The final piece missing in this puzzle comes from the fact that DTLS-SRTP in WebRTC is strictly tied to a PeerConnection which means that, when using a video router (like Jitsi Videobridge) is involved, WebRTC and DTLS-SRTP can only provide hop-by-hop encryption. In such scenarios Jitsi Videobridge (JVB) ends up establishing as many encrypted channels as there are participants. This is what protects all data on the network. In order for media from one participant to reach another however, it needs to be extracted from the sender’s crypto context and re-encrypted with the receiver’s.

Jitsi


Google and Apple Plan to Turn Phones into COVID-19 Contact-Tracking Devices

Tech giants Apple and Google have joined forces to develop an interoperable contract-tracing tool that will help individuals determine if they have come in contact with someone infected with COVID-19.

As part of this new initiative, the companies are expected to release an API that public agencies can integrate into their apps.

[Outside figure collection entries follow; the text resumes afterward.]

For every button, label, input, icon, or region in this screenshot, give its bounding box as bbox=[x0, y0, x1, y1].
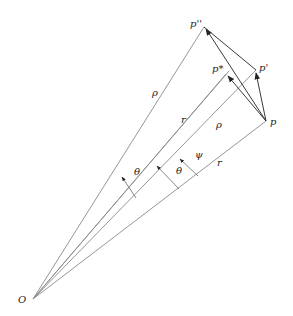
vector-p-to-p-star bbox=[228, 76, 266, 121]
label-p-star: p* bbox=[212, 63, 223, 74]
psi-arc bbox=[180, 159, 198, 176]
label-p-prime: p' bbox=[259, 62, 268, 73]
label-rho-outer: ρ bbox=[151, 87, 158, 98]
label-r-bottom: r bbox=[217, 157, 223, 168]
label-p: p bbox=[270, 116, 277, 127]
label-r-mid: r bbox=[181, 114, 187, 125]
ray-o-to-p-star bbox=[33, 74, 226, 299]
vector-rotation-diagram: O p p' p* p'' ρ r ρ r θ θ ψ bbox=[0, 0, 293, 316]
label-psi: ψ bbox=[195, 149, 203, 160]
theta-arc-left bbox=[122, 177, 136, 198]
label-theta-left: θ bbox=[134, 166, 140, 177]
label-o: O bbox=[18, 294, 26, 305]
ray-o-to-p-prime bbox=[33, 70, 256, 299]
ray-o-to-p bbox=[33, 121, 266, 299]
label-theta-right: θ bbox=[176, 165, 182, 176]
label-rho-inner: ρ bbox=[215, 119, 222, 130]
label-p-double-prime: p'' bbox=[190, 18, 202, 29]
ray-o-to-p-double-prime bbox=[33, 27, 204, 299]
vector-p-to-p-double-prime bbox=[206, 29, 266, 121]
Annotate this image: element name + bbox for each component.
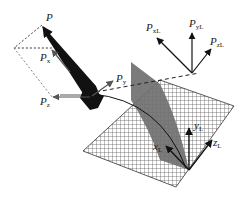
label-Py-main: P xyxy=(116,72,123,84)
label-PyL-main: P xyxy=(189,17,196,29)
label-P-main: P xyxy=(46,11,53,23)
label-yL-sub: L xyxy=(199,125,203,133)
label-Px: Px xyxy=(40,52,50,65)
label-PxL: PxL xyxy=(146,22,161,35)
rocket-fins xyxy=(80,88,104,110)
label-xL: xL xyxy=(153,141,162,154)
label-PzL-main: P xyxy=(210,35,217,47)
label-Pz: Pz xyxy=(40,96,50,109)
label-Pz-sub: z xyxy=(47,101,50,109)
vector-PzL xyxy=(192,49,211,73)
label-zL-sub: L xyxy=(217,142,221,150)
label-Px-main: P xyxy=(40,51,47,63)
label-Px-sub: x xyxy=(47,57,51,65)
label-PzL-sub: zL xyxy=(217,41,224,49)
label-Py-sub: y xyxy=(123,78,127,86)
label-PyL: PyL xyxy=(189,18,204,31)
rocket-force-diagram xyxy=(0,0,249,198)
label-PyL-sub: yL xyxy=(196,23,204,31)
label-Py: Py xyxy=(116,73,126,86)
force-parallelogram xyxy=(14,25,52,48)
label-PxL-sub: xL xyxy=(153,27,161,35)
label-PxL-main: P xyxy=(146,21,153,33)
vector-PxL xyxy=(157,38,192,73)
label-zL: zL xyxy=(213,137,222,150)
label-P: P xyxy=(46,12,53,23)
label-xL-sub: L xyxy=(158,146,162,154)
label-PzL: PzL xyxy=(210,36,224,49)
label-yL: yL xyxy=(194,120,203,133)
label-Pz-main: P xyxy=(40,95,47,107)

The next iteration will be a built-in system-level platform that uses Bluetooth low energy (BLE) beacons to allow for contact tracing on an opt-in basis.

The APIs are expected to be available mid-May for Android and iOS, with the broader contact tracing system set to roll out "in the coming months."

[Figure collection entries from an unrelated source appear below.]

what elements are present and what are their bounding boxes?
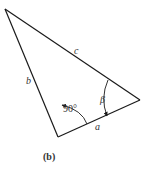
right-triangle-diagram: c b a 90° β (b) (0, 0, 150, 172)
side-c-label: c (74, 45, 79, 56)
side-a-label: a (95, 121, 100, 132)
side-c-line (5, 9, 140, 100)
beta-angle-label: β (99, 94, 105, 105)
panel-label: (b) (43, 151, 55, 163)
side-b-label: b (26, 75, 31, 86)
side-b-line (5, 9, 58, 137)
right-angle-label: 90° (63, 103, 77, 114)
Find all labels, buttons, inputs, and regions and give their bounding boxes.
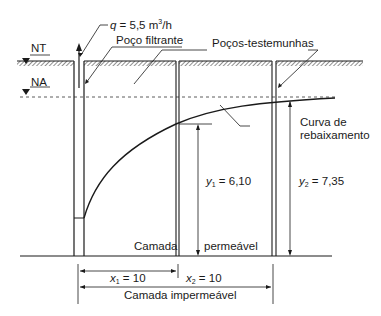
curve-label-line2: rebaixamento: [300, 130, 370, 142]
layer-left-label: Camada: [134, 241, 177, 253]
observation-wells-label: Poços-testemunhas: [212, 38, 314, 50]
observation-well-1: [176, 61, 179, 256]
nt-label: NT: [31, 43, 46, 55]
pumping-well-label: Poço filtrante: [116, 35, 183, 47]
x1-label: x1 = 10: [110, 273, 146, 285]
flow-rate-label: q = 5,5 m3/h: [110, 18, 172, 32]
na-label: NA: [31, 77, 47, 89]
y1-dimension: [179, 124, 212, 256]
x2-label: x2 = 10: [186, 273, 222, 285]
y2-dimension: [288, 101, 292, 256]
y1-label: y1 = 6,10: [206, 176, 251, 188]
layer-right-label: permeável: [204, 241, 258, 253]
diagram-canvas: [0, 0, 381, 316]
ground-surface: [17, 61, 363, 66]
impermeable-layer-label: Camada impermeável: [124, 290, 237, 302]
y2-label: y2 = 7,35: [299, 176, 344, 188]
pumping-well: [74, 43, 84, 256]
drawdown-curve: [84, 98, 335, 218]
curve-label-line1: Curva de: [300, 117, 347, 129]
observation-well-2: [272, 61, 276, 256]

"Privacy, transparency, and consent are of utmost importance in this effort, and we look forward to building this functionality in consultation with interested stakeholders," the companies said.

The rare collaboration comes as governments worldwide are increasingly turning to technology such as phone tracking and facial recognition to battle the virus and contain the coronavirus outbreak.

The Hacker News


1.1 Million Customers Records of SCUF Gaming Exposed Online

The database of more than 1 million customers was exposed online by 'SCUF Gaming', a subsidiary of Corsair that develops high-end gamepads for Xbox, PS4, and PC. The incident led to the exposure of clients' names, payment info, contact info, repair tickets, order histories, and other sensitive information. Other data belonging to the company's staff and internal API keys were also compromised as a result.

E Hacking News


Cloudflare drops Google's reCAPTCHA due to privacy concerns

Cloudflare announced that it has moved from Google's reCAPTCHA to hCaptcha, an independent alternative CAPTCHA provider focused on user privacy.
CAPTCHAs (short for Completely Automated Public Turing Test to Tell Computers and Humans Apart) are so-called "challenges" displayed by Cloudflare to a site's visitors with the end goal of blocking malicious bot activity if the service detects unusual behavior not consistent with human traffic.
Generally, they are prompts asking visitors to enter the same squiggly letters displayed in a box or to various objects such as cars or traffic lights, to differentiate between legitimate and automated web traffic.